This was his way of explaining the differences between East and West to growing children. His was an unusual philosophy then in an affluent, capitalist, American-oriented society. My father expressed his views openly, and there was no doubt why he was never fully accepted by others in the Iraqi-Jewish community.

Despite my father's socialist sympathies, the Labor coalition in power in Israel was not acceptable to him. This was not because of ideology, but because he saw these so-called socialists as "peasants" whose main aim was to enrich themselves – bringing economic chaos while making it clear that Middle Eastern Jews, regardless of their education, would always be second-class citizens in Israel. Furthermore, the Labor coalition "socialists" were, ironically, intertwined with the capitalist United States.

My father supported the Gahal (today known as the Likud Party), a merger of Menachem Begin's Herut Party and the Israel Liberal Party. Although they saw themselves as a conservative party because of their strong emphasis on Jewish identity, they also supported progressive social programs. Their leaders, Begin and Yitzhak Shamir, became folk heroes to the party loyalists. I would compare the Gahal – and today's Likud Party – to the Peronists in Argentina: rightwing populists. The Labor coalition, which later became the Labor Party, was in favor of close relations with South Africa and of cutting relations with the Soviet Union altogether; on the other hand, the Likud tried to open up relations with the Soviet Union and tone down the ties with South Africa. Because of what I learned from my father, I was fascinated during my school years in Tehran with the concept of world revolution – not as a violent uprising but as a redistribution of wealth. From my youthful philosophical perspective, centrally controlled economies and ways of life were a necessary first step in educating the masses and preparing them for a more open society.

* * *

By July of 1966, when I was 14, I was feeling increasingly foreign in Iran, with my Iraqi-Jewish background and my American schooling. Like most adolescents, I was searching for my identity, a place I could feel at home. Under the influence of my father and sharing the vision of an Israeli state, I decided I wanted to live in Israel. So my mother – a pragmatic and street-smart woman – took me and my sisters Claris, Evon, and Stella, to Israel, where Stella and I were enrolled at the American International School in Kfar Smaryahu, north of Tel Aviv. My two oldest sisters went to college. Five years later, my parents moved from Tehran to Israel, lock, stock, and barrel.

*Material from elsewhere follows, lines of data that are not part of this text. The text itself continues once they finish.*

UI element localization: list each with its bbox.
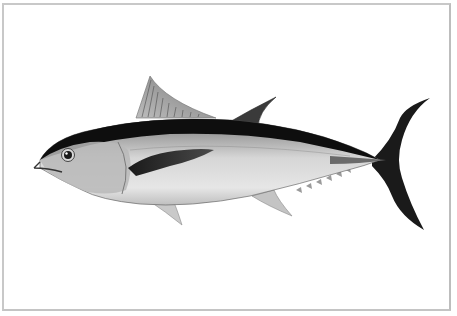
first-dorsal-fin	[136, 76, 216, 118]
fish-eye	[62, 149, 75, 162]
tuna-illustration	[0, 0, 457, 316]
caudal-fin	[372, 98, 430, 230]
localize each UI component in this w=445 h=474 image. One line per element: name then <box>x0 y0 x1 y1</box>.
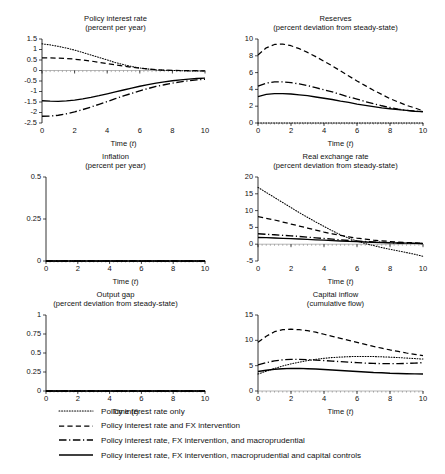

I had the best of both worlds. Most of the pupils at the school were white Americans or the children of foreign diplomats stationed in Israel. There weren't too many Jewish resident children attending the school, and while sometimes I felt something of a misfit, we all got along well. When I left at the end of each day, I would mix with Israeli kids in Ramat Gan, the Tel Aviv suburb where we were living. Once in a while I'd go to a party, take a girlfriend to the cinema, or just go for a long walk, some three or four kilometers, to the sea.


After their graduation from high school at the age of 18, my Israeli friends were drafted into the army. My American pals left for the U.S. to attend university. I, meanwhile, found myself in a peculiar situation once again. Because I still had an Iranian passport, I could not be drafted. So I joined a kibbutz. I was a religious Jew at the time, hardly orthodox but at least keeping kosher and observing the sabbath. I was the only one on this socialist kibbutz who wore a yarmulke. Even though I did not identify with their way of life, I wanted to experience the East European ethos, and rub shoulders with the avant garde. Curiously, it was a move that set me on the road to a life enmeshed in political intrigue.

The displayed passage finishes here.